The discount only arises if you know when into their sentences they were paroled. Was it after 25, 35, 45, or 50 years? If you know the number when, effectively, they were paroled and how long they had served in jail, that will demonstrate whether there was in fact a discount.
Keep in mind that even as the system stands right now, a judge looking at sentencing someone for multiple murders is not going to give the minimum parole ineligibility period. They are going to give an enhanced parole ineligibility period. I would imagine that the parole board, even if a parole board were to look at two cases of first-degree murder, one where there was a single victim and one where there were multiple victims, would be more likely, everything else being equal, to grant parole more quickly to the person who only killed one person than to the person who killed two. It is going to be and is treated, no doubt, as an aggravating factor.
Until you know how long these multiple murderers are actually spending in jail, we are really guessing as to whether there is a discount.
Let me just add this. The sentencing discount is a perception, and I think it's an incorrect perception.

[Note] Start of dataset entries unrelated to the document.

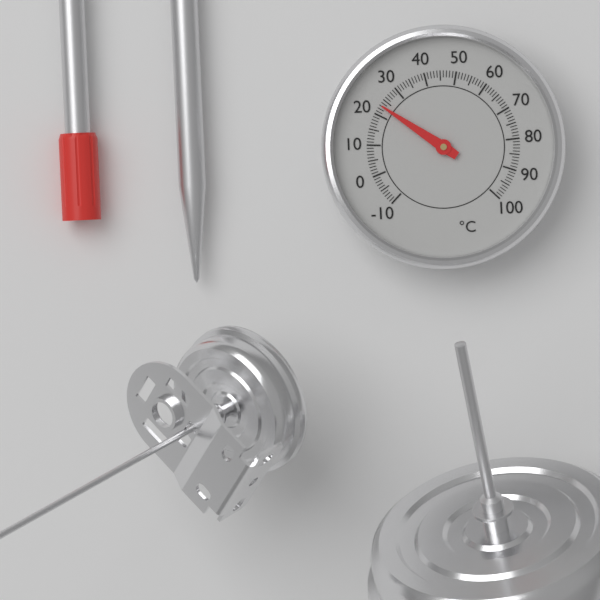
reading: 23 °C
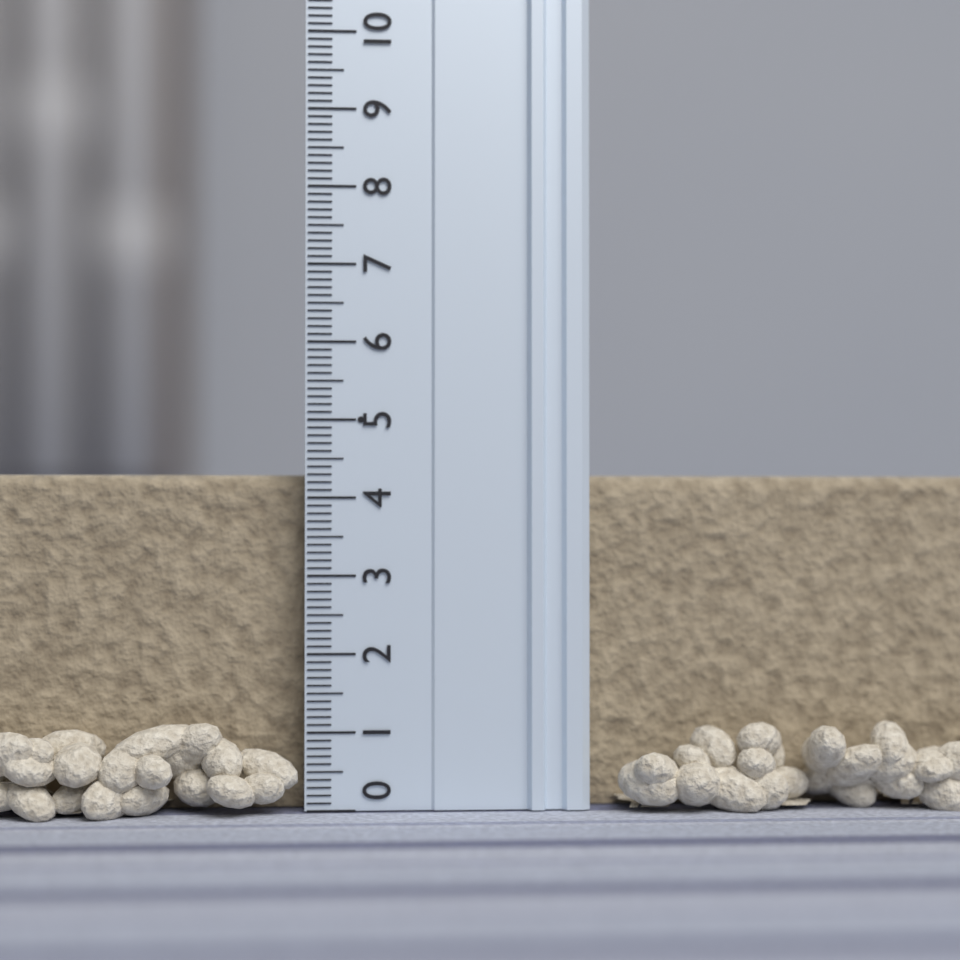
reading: 4.3 (no unit)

It's recognized in law that you can't simply take out an adding machine and add up one life sentence of 25 years for every crime committed or for every offence. In fact, our Court of Appeal for Ontario has gone on about this at length. There was an old case, many years ago, when a fellow broke into 15 cottages. The judge looked and said, well, I would give you eight months in jail for one break-in, so eight times 15 equals x number of months in jail, and that's your sentence. The Court of Appeal said, look, we don't sentence people that way. That doesn't take into account totality. That doesn't take into account personal circumstances, a hope for rehabilitation, or a measure of balance.

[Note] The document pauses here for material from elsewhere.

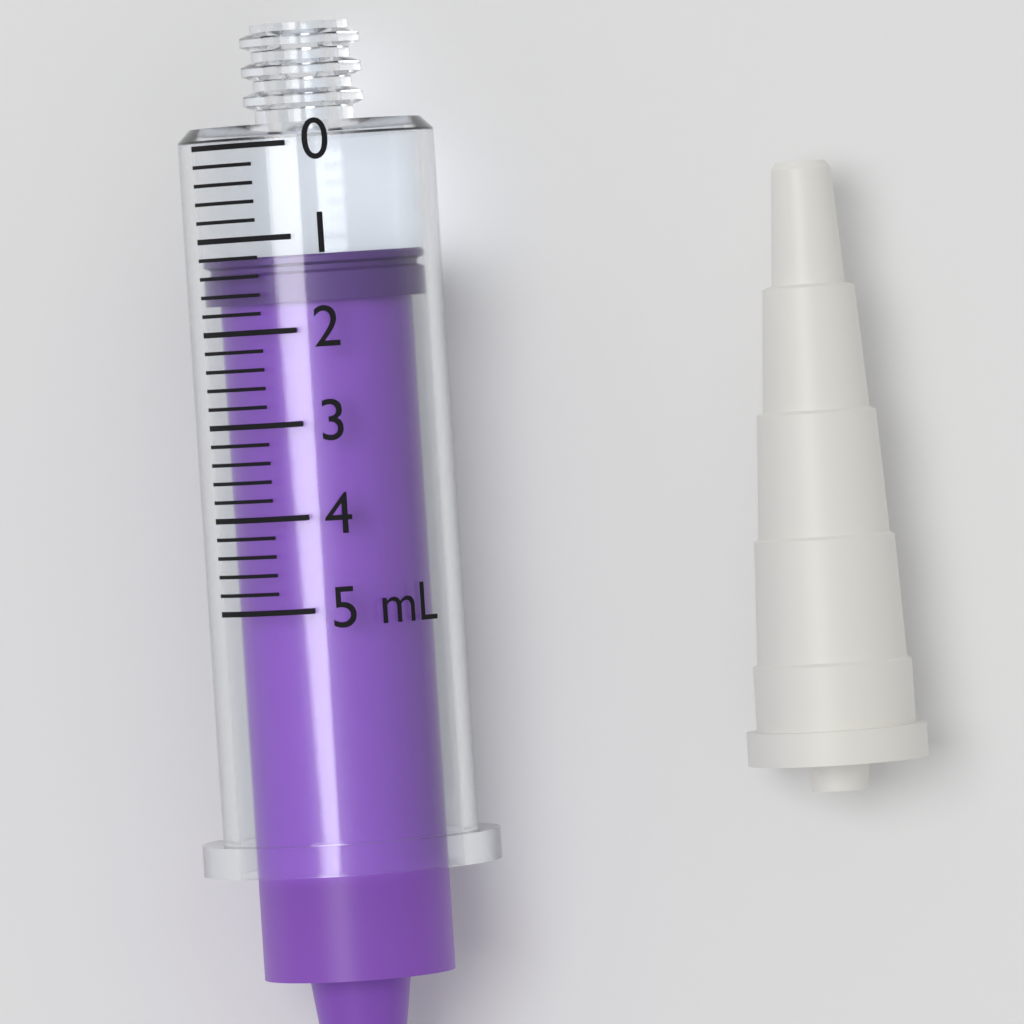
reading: 1.2 mL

That, on the one hand, I think tempers the argument. On the other hand, we need to have that number. We don't have the statistics. The people you are speaking of, this 100 people at 25%, are maybe getting out way later than other people similarly situated who have only murdered one person.

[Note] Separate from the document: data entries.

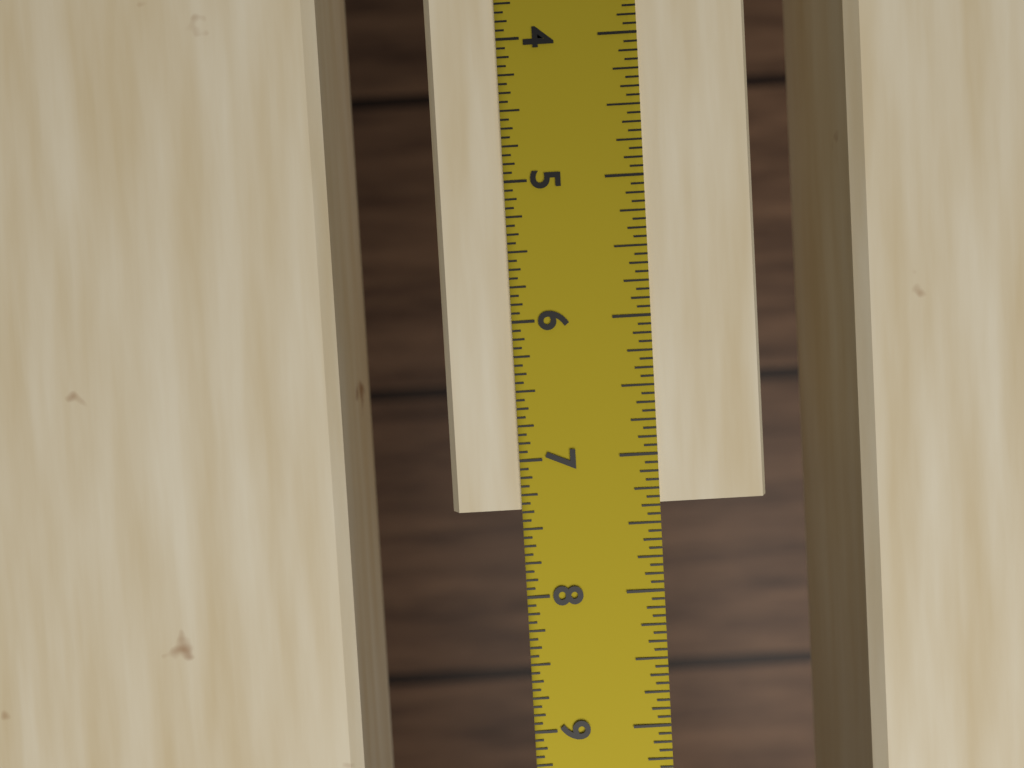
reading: 7.3750 in
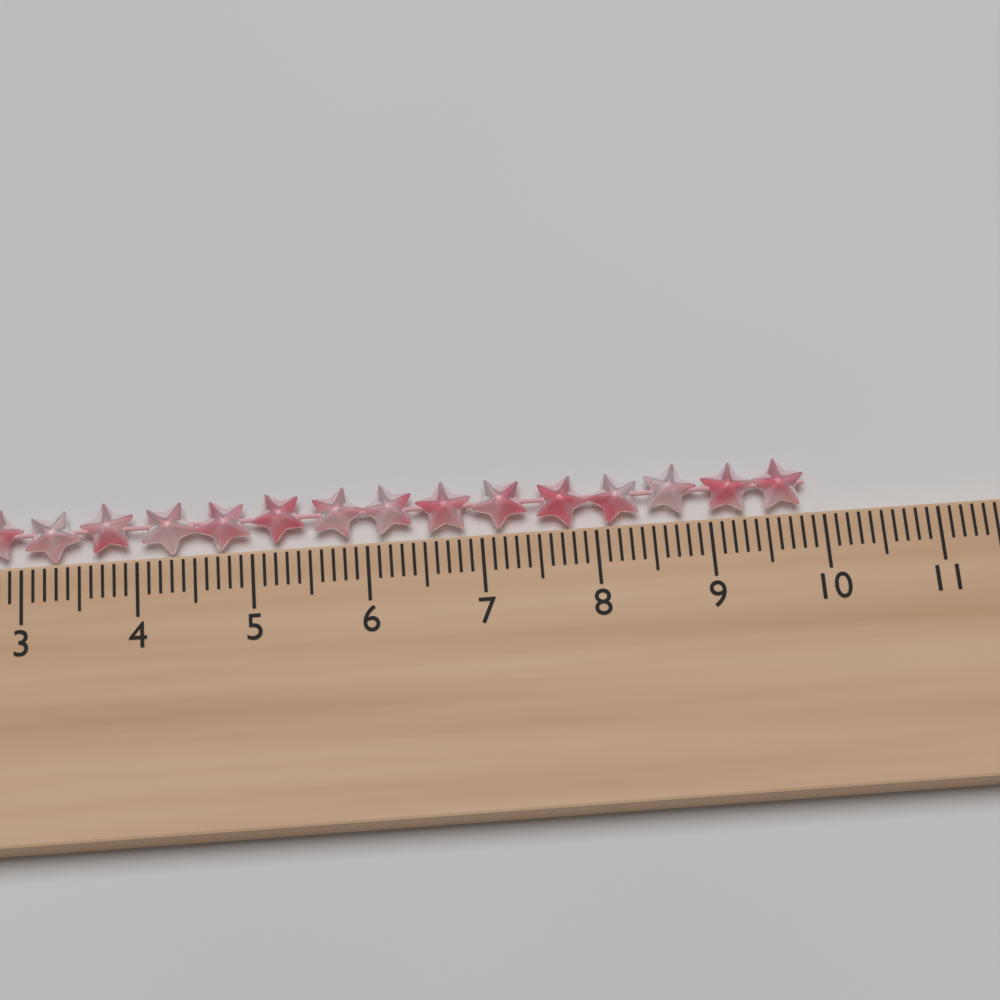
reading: 9.9 cm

Having said that, we all know that the parole board has some expertise in this. The parole board is not letting out people by picking names out of a hat. Convincing a parole board to be released is a formidable task. When we saw Clifford Olson, that's a lost cause. He's never going to get parole. We trust our parole board to do exactly that. That's exactly what's happening. He's going to die in jail, in all likelihood. In that way, the system is working.